'Dirty' money fear on Cup bets

Publish date: 2024-06-05

People who bet on World Cup matches with legitimate overseas bookmakers could face money-laundering charges.

Two days before kick-off in France, a grey area in the law has come under the legal spotlight.

Section 25 of the Organised and Serious Crimes Ordinance, dealing with laundering, includes a clause which refers to 'conduct which would constitute an indictable offence if it had occurred in Hong Kong'.

The clause is understood to have led some in the Department of Justice to believe that as bookmaking is illegal, once the proceeds of an overseas win arrive in the SAR they are 'dirty'.

Using them - putting them in a bank account, for instance - could therefore constitute money laundering.

But others argue Hong Kong law could not make money legitimately obtained in another country illegal when it arrives here.

Detectives believe the argument may only be settled by a test case.

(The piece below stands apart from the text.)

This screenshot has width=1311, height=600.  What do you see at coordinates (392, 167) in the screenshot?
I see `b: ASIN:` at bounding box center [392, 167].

Police can examine suspects' bank accounts under the ordinance's sweeping powers. Anyone convicted of money laundering faces up to 14 years in jail.

Police said 17 of 19 people arrested at the weekend in an operation against illegal horse-race bookmaking could face money-laundering charges. 'These arrests are different because these people were part of an illegal bookmaking operation,' Organised Crime and Triad Bureau Senior Superintendent Steve Tarrant said.

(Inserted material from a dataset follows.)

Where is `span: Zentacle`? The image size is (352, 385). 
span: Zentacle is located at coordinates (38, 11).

'But if the betting in the other country is legal, for example Stanley Ho's football pools in Macau . . . there is a possibility that you are still money laundering by settling bets in Hong Kong.

'But I would not like to say definitely without taking further legal advice from the Department of Justice - it's a very complicated piece of legislation.' Mr Tarrant said intelligence showed football betting was increasing in Hong Kong and that the illegal horse race bookies operating out of Hong Kong, Macau and China might have been operating for 'many years'. They were turning over at least $80 million a race meeting.

The probe, which straddled the racing season, saw 19 men and women arrested for allegedly running 14 illegal bookmaking syndicates, two of which were in Hong Kong.

One of the clandestine bookmaking scams was offering odds on English soccer.

Money laundering was not an offence until the enactment of the ordinance in 1995.